As Mark Halprin wrote in his novel, A Soldier of the Great War, The war is still in him and will be in him for as long as he lives. For soldiers who have been bloodied are soldiers forever. We never fit in. That we cannot forget, that we do not forget, that we will never allow ourselves to heal completely, is our way of expressing our love for friends who have perished. We will not change because we have become what we have become to keep the fallen alive.
Early Spring
When I was eight years old, I was told that playing ‘footsie’ with the girl next door was wrong and shameful. ‘Footsie’ is a game children play, usually in spring or summertime. It consists simply of taking off one’s shoes and socks, and sitting facing each other. Each player tries to push the other contestant with his or her bare feet. The one who succeeds in pushing the hardest usually wins. It is a simple, childish game and quite innocent. But this innocence was poisoned at the well of its own birth. I was not really sure why this was so. The invoking of ‘telling the priest’ if we did not put our shoes back on immediately on commencing a game of ‘footsie’ lodged in my young mind. There was something very wrong with flesh touching flesh.
Maybe my mother was having ‘a bad day’. Nonetheless, the message landed indelibly on my soul. Sensual pleasure was wrong and against the priest and therefore God. This birth pang of Irish Jansenism and toxic shame has been the bane of my life. All pleasure is wrong. Sensual and sexual pleasure guarantees a hot and humid eternity. Despite twenty-five years of psychotherapy and much sexual experience, I still find it very difficult to connect my soul to my body in the act of making love to my lover and life partner with whom I have shared my life for more than eighteen years.

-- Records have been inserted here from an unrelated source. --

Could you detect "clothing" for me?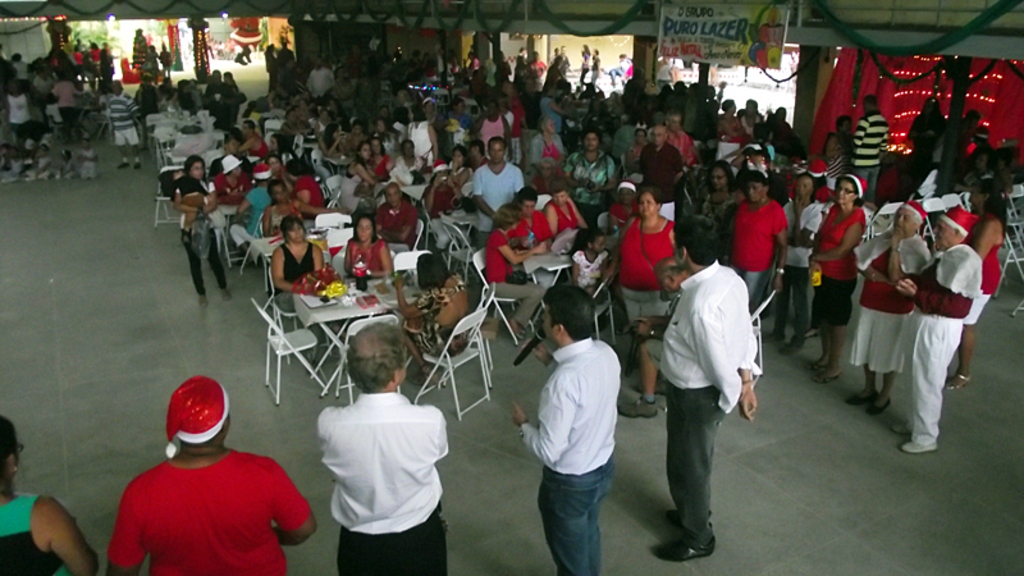
Detection result: 296/172/330/214.
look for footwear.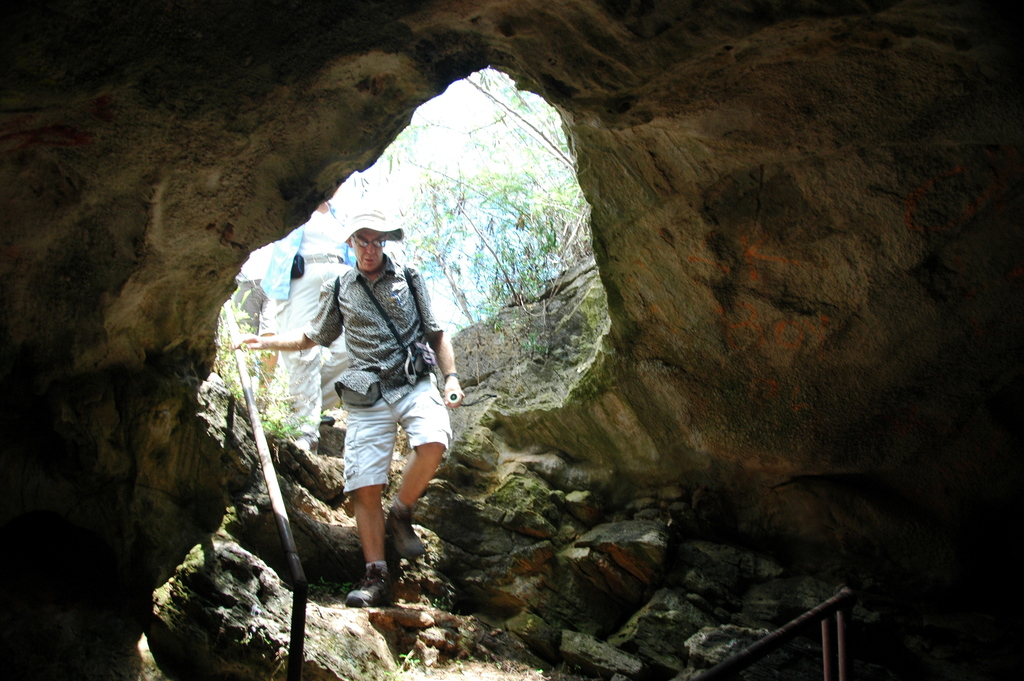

It is never too late to have a happy childhood, but I believe the ‘brown paper bag’ we inherit from our childhood profoundly affects our living and loving for the rest of our lives. While I am still Catholic and a priest, I don’t know if the bag in which these two gifts were delivered has at times outweighed the beauty of the gift of faith—a gift that I cherish more than any other. The paradox is that it profoundly impairs the integration of my gay sexuality. I am far from alone in this. Many straight Catholic people I have seen for psychotherapy together with others of different religions or no religion, have likewise been warped by their religious enculturation and indoctrination.

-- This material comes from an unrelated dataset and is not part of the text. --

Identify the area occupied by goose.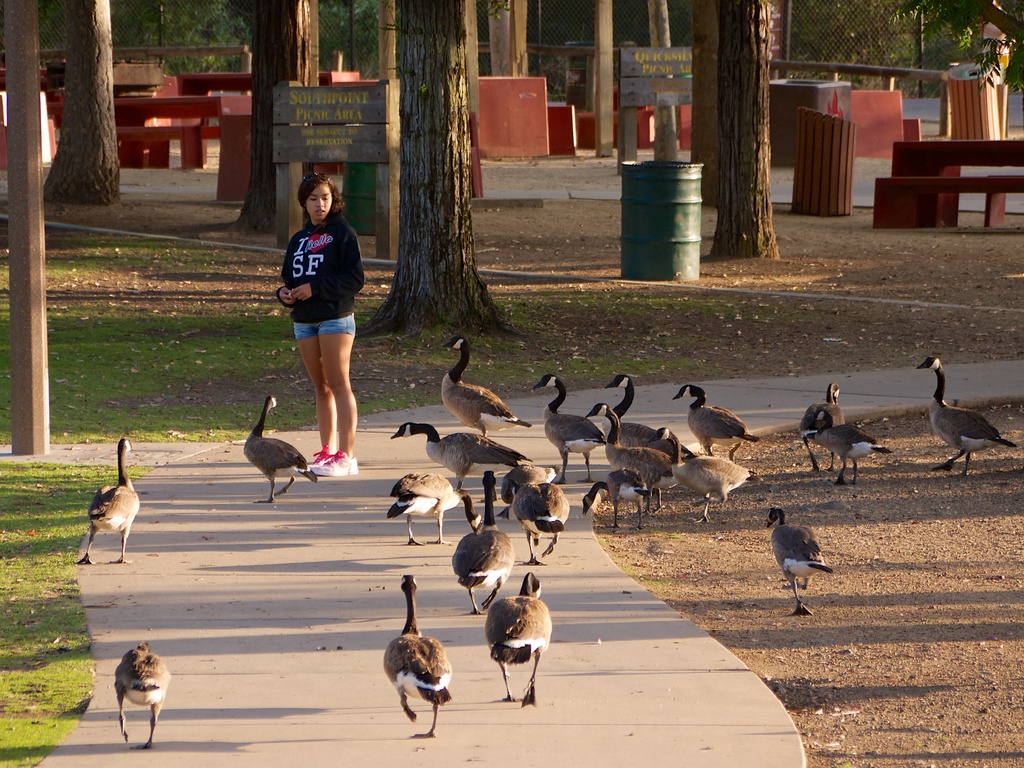
Area: left=798, top=380, right=842, bottom=468.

The Word made flesh in the lives and loves of so many Christians has de facto been the Word made muck. This cannot be right from either a human or religious point of view. What is it one may well ask about our enfleshed desires that seems to frighten off so-called ‘spiritual’ people? Or the converse, what is it about the spirit or religious life that immediately seems to be antithetical to a life of human fleshy love? One would think that God having become human flesh in Christ is enough validation for us to be free to engage and enjoy relationships without all this policing of sexual desire which the Catholic Church in particular and other religious bodies in general are so notorious.

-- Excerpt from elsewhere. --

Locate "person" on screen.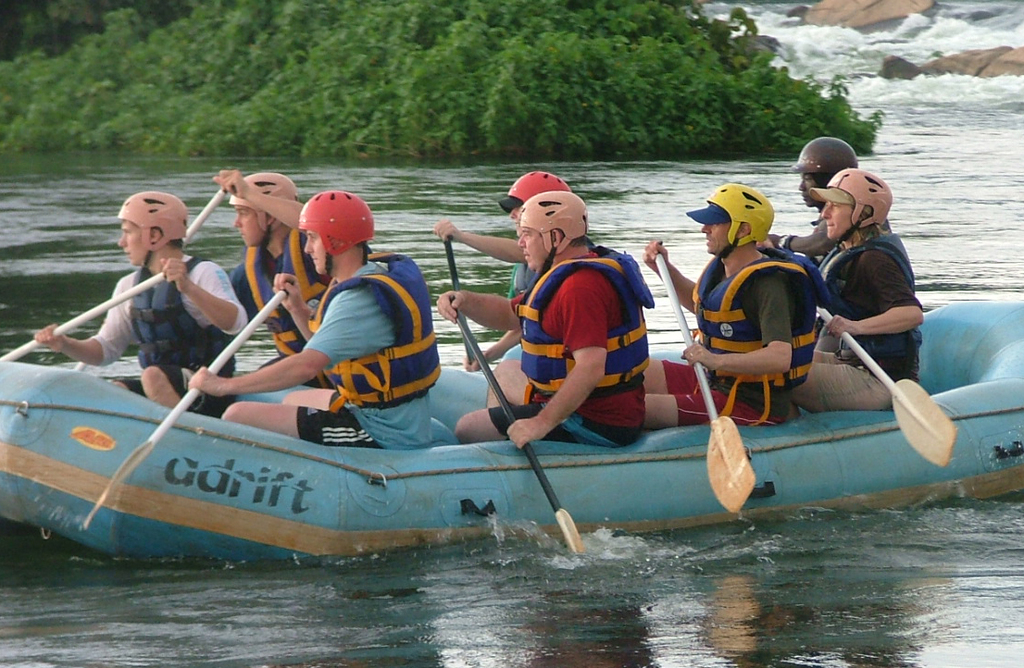
On screen at [left=181, top=179, right=434, bottom=454].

Sex can and does go wrong. So does every human activity, even that of the most noble and altruistic kind. Nevertheless, why does sex and pleasure receive such binding with briars throughout Christian history? To my mind, it is more than just a means of controlling people. It is certainly that. If one controls how those within a social group relate and breed, then that will most assuredly define everything from their economic to their private lives. There is a fear that if we take off the controls everyone will become an anarchist.